Repeat the listing in full, preserving every character.

▸ INPUT DATA:
■ ■ ■

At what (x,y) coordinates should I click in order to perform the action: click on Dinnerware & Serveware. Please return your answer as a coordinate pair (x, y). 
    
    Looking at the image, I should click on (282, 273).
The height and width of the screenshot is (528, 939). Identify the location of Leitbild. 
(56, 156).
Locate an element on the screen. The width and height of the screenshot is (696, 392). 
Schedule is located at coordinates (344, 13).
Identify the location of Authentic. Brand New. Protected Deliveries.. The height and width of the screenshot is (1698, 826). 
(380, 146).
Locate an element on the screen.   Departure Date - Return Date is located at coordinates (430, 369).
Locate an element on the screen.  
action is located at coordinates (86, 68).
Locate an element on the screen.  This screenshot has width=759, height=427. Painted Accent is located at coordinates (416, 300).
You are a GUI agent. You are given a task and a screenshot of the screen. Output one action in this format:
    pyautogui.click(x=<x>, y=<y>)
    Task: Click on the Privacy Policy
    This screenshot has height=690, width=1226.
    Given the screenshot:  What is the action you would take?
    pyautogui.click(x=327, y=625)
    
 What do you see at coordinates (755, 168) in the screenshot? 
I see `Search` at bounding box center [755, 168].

■ ■ ■

▸ SOLUTION TO THIS PROBLEM:
At what (x,y) coordinates should I click in order to perform the action: click on Dinnerware & Serveware. Please return your answer as a coordinate pair (x, y). 
    
    Looking at the image, I should click on (282, 273).
The height and width of the screenshot is (528, 939). Identify the location of Leitbild. 
(56, 156).
Locate an element on the screen. The width and height of the screenshot is (696, 392). 
Schedule is located at coordinates (344, 13).
Identify the location of Authentic. Brand New. Protected Deliveries.. The height and width of the screenshot is (1698, 826). 
(380, 146).
Locate an element on the screen.   Departure Date - Return Date is located at coordinates (430, 369).
Locate an element on the screen.  
action is located at coordinates (86, 68).
Locate an element on the screen.  This screenshot has width=759, height=427. Painted Accent is located at coordinates (416, 300).
You are a GUI agent. You are given a task and a screenshot of the screen. Output one action in this format:
    pyautogui.click(x=<x>, y=<y>)
    Task: Click on the Privacy Policy
    This screenshot has height=690, width=1226.
    Given the screenshot:  What is the action you would take?
    pyautogui.click(x=327, y=625)
    
 What do you see at coordinates (755, 168) in the screenshot? 
I see `Search` at bounding box center [755, 168].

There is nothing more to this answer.